Abstract
Spatiotemporal parameters of voluntary motor action may help optimize human social interactions. Yet it is unknown whether individuals performing a cooperative task spontaneously perceive subtly informative social cues emerging through voluntary actions. In the present study, an auditory cue was provided through headphones to an actor and a partner who faced each other. Depending on the pitch of the auditory cue, either the actor or the partner were required to grasp and move a wooden dowel under time constraints from a central to a lateral position. Before this main action, the actor performed a preparatory action under no time constraint, consisting in placing the wooden dowel on the central location when receiving either a neutral (“prêt”–ready) or an informative auditory cue relative to who will be asked to perform the main action (the actor: “moi”–me, or the partner: “lui”–him). Although the task focused on the main action, analysis of motor performances revealed that actors performed the preparatory action with longer reaction times and higher trajectories when informed that the partner would be performing the main action.
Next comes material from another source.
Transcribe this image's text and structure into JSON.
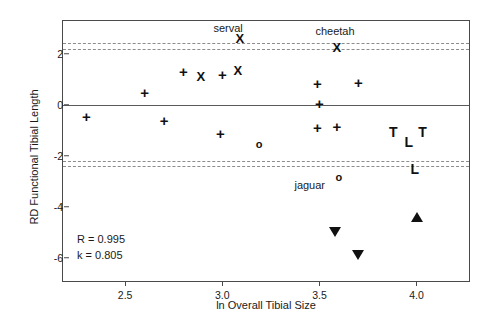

In this same condition, partners executed the main actions with shorter reaction times and lower velocities, despite having received no previous informative cues. These results demonstrate that the mere observation of socially driven motor actions spontaneously influences the low-level kinematics of voluntary motor actions performed by the observer during a cooperative motor task. These findings indicate that social intention can be anticipated from the mere observation of action patterns.
Notes
1Put at the forefront of the neuroscientific debate on intentionality by Jacob and Jeannerod (Citation2005), Robert Louis Stevenson's story of “split personality” presents Dr. Jekyll, alias Mr. Hyde, a renowned surgeon who performs appendectomies on his anesthetized patients to heal them during the day, but to murder them during the night. He thus executes the same motor sequence during the day and at night, whereby he grasps his scalpel and applies it to the same bodily part of two different persons. According to Jacob and Jeannerod, Dr. Jekyll's motor intention is the same as Mr. Hyde's, although Dr. Jekyll's social intention (improving patient's health) clearly differs from Mr. Hyde's social intention (enjoying victim's agony). Social intention was thus thought to be hardly identifiable from movement characteristics.